Saturday, Ellie and I swam and drove to Coffs in the arvo to see ‘Mirror, Mirror.’ On the drive there it was like the Grand Inquisition. Why do I live alone (and without a tv or a computer or a mobile)? Where is my husband and children? Why don’t I eat sugar? Why don’t I have a job? Where did I live before Coranderk? Why do I swim with a t-short on when her Mum’s far fatter and wears bikinis? Hell…you can’t lie because she sees straight through the bullshit. Can’t sidestep because she calls you on it. I told her I wear a t-shirt because I have scars which upset people. And she made me take off my shirt in the toilets at the movies. She looked at my back and eventually asked what happened. I said I fell through a window. As I pulled my top back on she asked if I had other scars and I said yes. ‘From falling through the window?’ ‘Not all of them.’ ‘It hurts to be an adult, doesn’t it?’ I nodded and hid in the toilet until I’d stopped crying.

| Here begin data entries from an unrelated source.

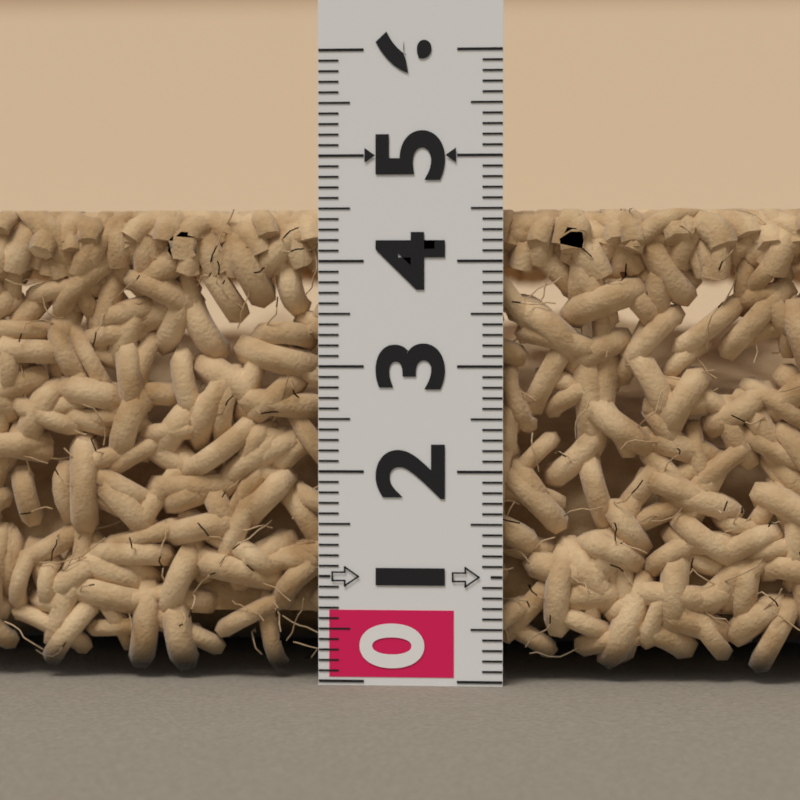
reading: 4.5 (no unit)
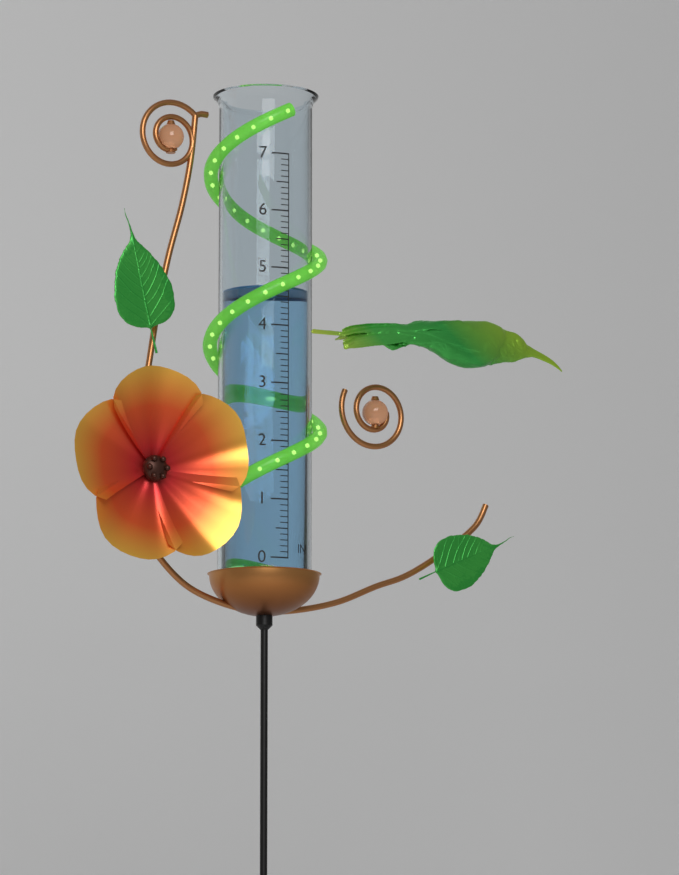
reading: 4.7 in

When she’d gone to bed I lay on the lounge room floor losing myself in music, though Matt’s wine collection was tempting. I found both of ‘Soul Monkey Momentos’ albums and a limited edition released after Jake de Brito’s death. I stopped listening to grunge when I moved to Cairns so I never knew there was another CD. These songs are his material, unrecorded at the time of his death. There’s a song called “Charlotte Covered Dawn” written for his girlfriend.

Golden pinstripes move

Slow and sensual

Caressing skin and curve

And I fight the dawn

From reaching out to claim you

Because I waited so long

For you

I met Jake years ago in Melbourne at an after gig party and he was luminous. You just wanted to bathe in him. They say Charlotte MacKay’s body was never found. With Jake gone I imagine she didn’t want to exist any longer.

I don’t know how long it took to find myself without you Jude…you brought out the best and worst in me and I relied too much in the belief you had in me, to believe in myself, so I spent years living outside of myself only to discover I didn’t know who I was anymore.

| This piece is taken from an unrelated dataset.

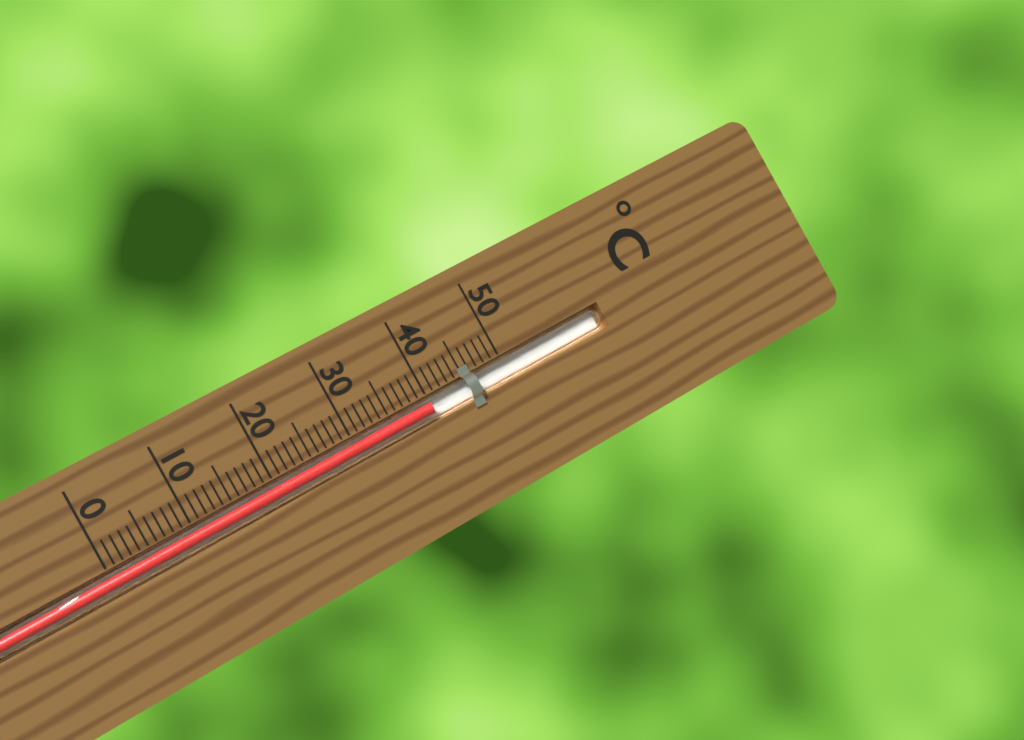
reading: 40 °C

I forgive you Jude. We were young and clinging as best we could to each other. I’m not angry. I’m just working through the maelstrom of emotions and confessions, grateful for a change to make sense of it all.

Just so you know, I always showered at your place with the door unlocked, hoping one day you’d walk in, strip off your clothes and join me. You should have…washed off the layer of salt to stop it petrifying you.

I will wait. It’s what I’m good at. Wait until it’s the right time to see you again.

Always your,

Ella-Louise

xxx

This entry was posted in Ella-Louise by Jodi Cleghorn. Bookmark the permalink.

About Jodi Cleghorn

Emerging author, editor, publisher and innovator with a penchant for the dark vein of humanity. Creative Director (eMergent Publishing) and creative spark behind the conceptual anthology imprints Chinese Whisperings and Literary Mix Tapes. Author of ELYORA (Dec 2012), a horror novella set in rural New South Wales and co-author of the epistolary serial POST MARKED: PIPERS REACH with Adam Byatt. Known to dance like no-one is watching.